Task to complete:
Find the line containing "This screenshot has height=364, width=615.", then return it and every line after it through the end of the records, exactly. Leave out pictures.

----

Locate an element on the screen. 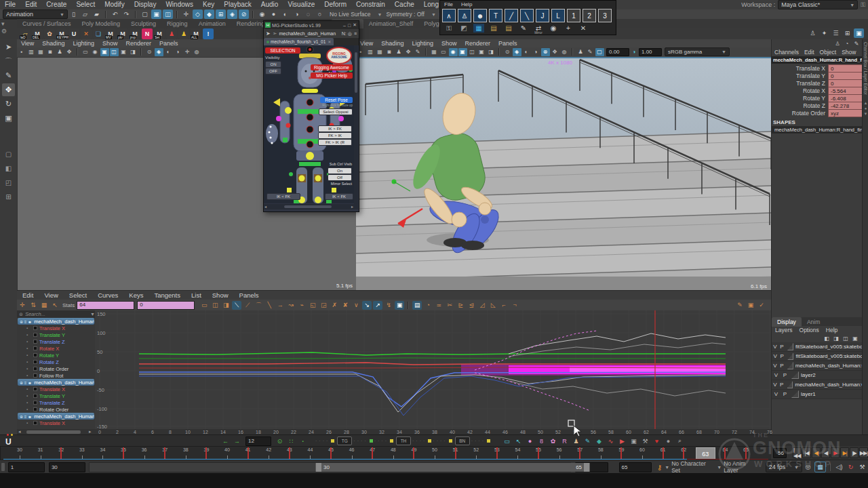  graph-menu-keys: Keys is located at coordinates (136, 296).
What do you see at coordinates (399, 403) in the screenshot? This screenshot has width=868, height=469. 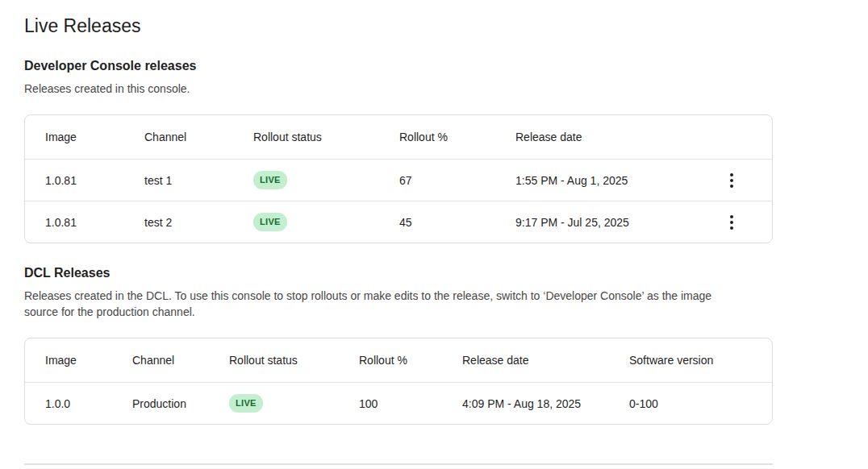 I see `table-row: 1.0.0 Production LIVE 100 4:09 PM - Aug …` at bounding box center [399, 403].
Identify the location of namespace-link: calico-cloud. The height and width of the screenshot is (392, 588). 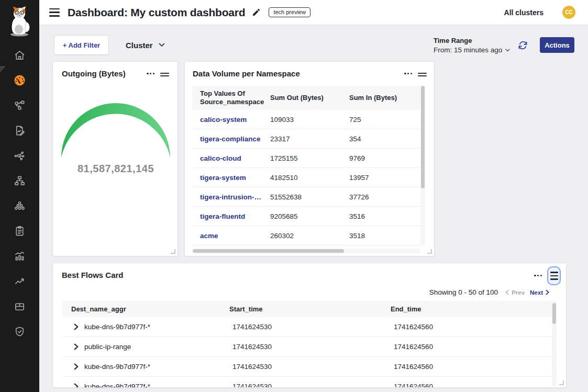
(227, 158).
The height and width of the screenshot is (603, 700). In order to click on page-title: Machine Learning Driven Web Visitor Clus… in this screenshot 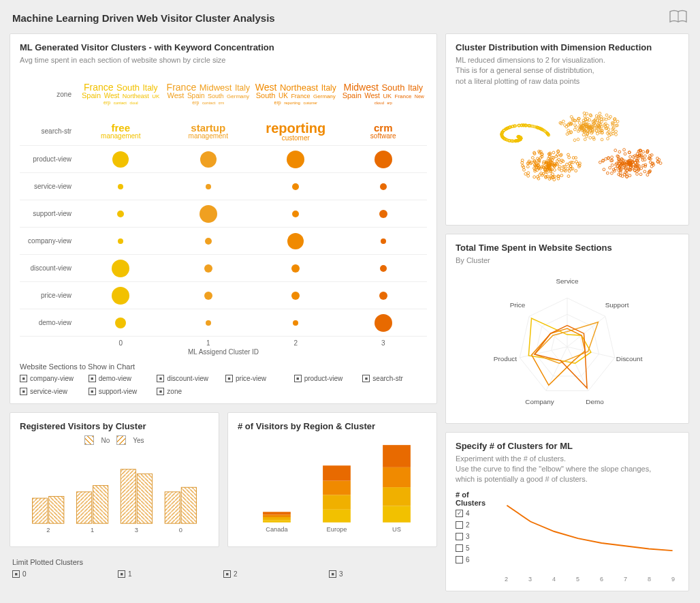, I will do `click(144, 18)`.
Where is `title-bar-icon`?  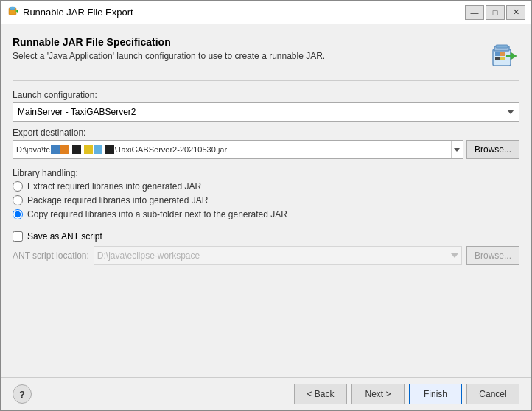
title-bar-icon is located at coordinates (13, 12).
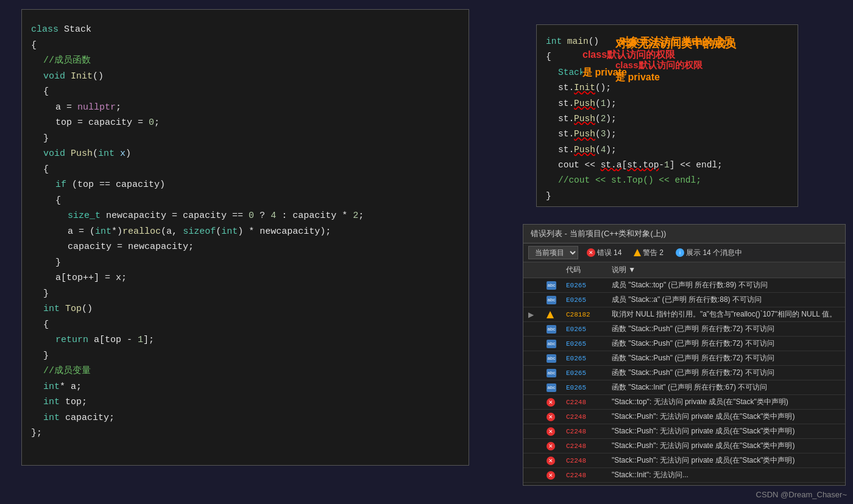 The height and width of the screenshot is (504, 853). I want to click on error-desc: 成员 "Stack::top" (已声明 所在行数:89) 不可访问, so click(726, 285).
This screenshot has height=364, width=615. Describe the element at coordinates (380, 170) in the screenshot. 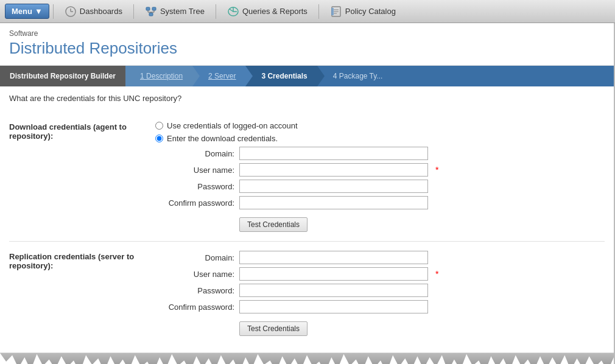

I see `username-row: User name: *` at that location.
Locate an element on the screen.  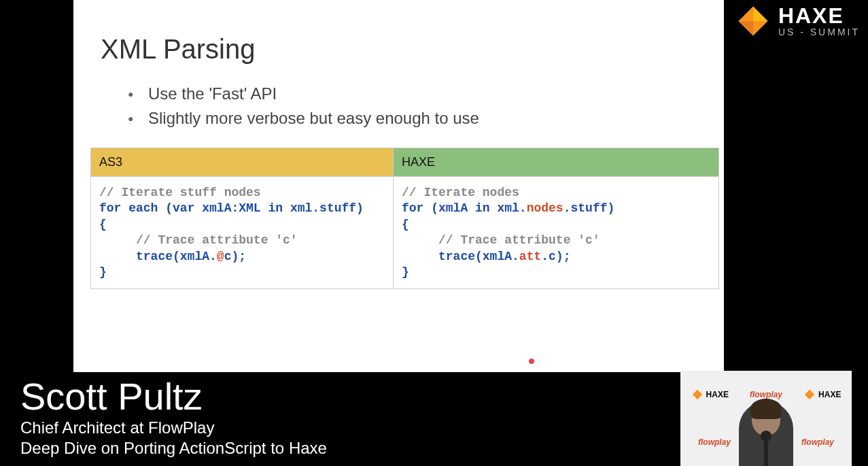
logo-main-text: HAXE is located at coordinates (819, 16).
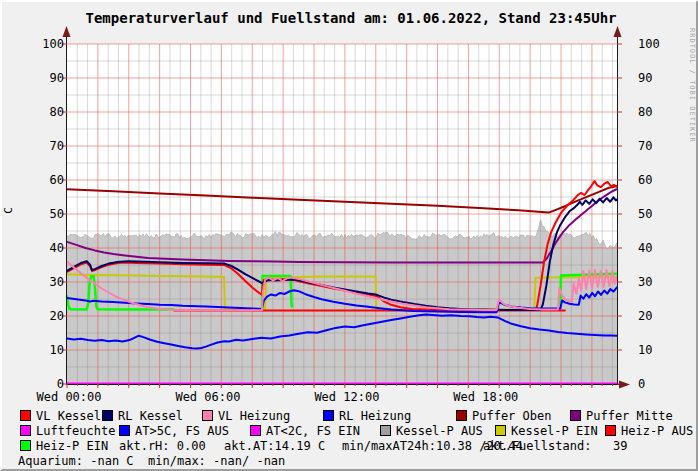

----

Exercise output:
This screenshot has height=364, width=615. Describe the element at coordinates (380, 170) in the screenshot. 

I see `username-row: User name: *` at that location.
Locate an element on the screen.  
logo-main-text: HAXE is located at coordinates (819, 16).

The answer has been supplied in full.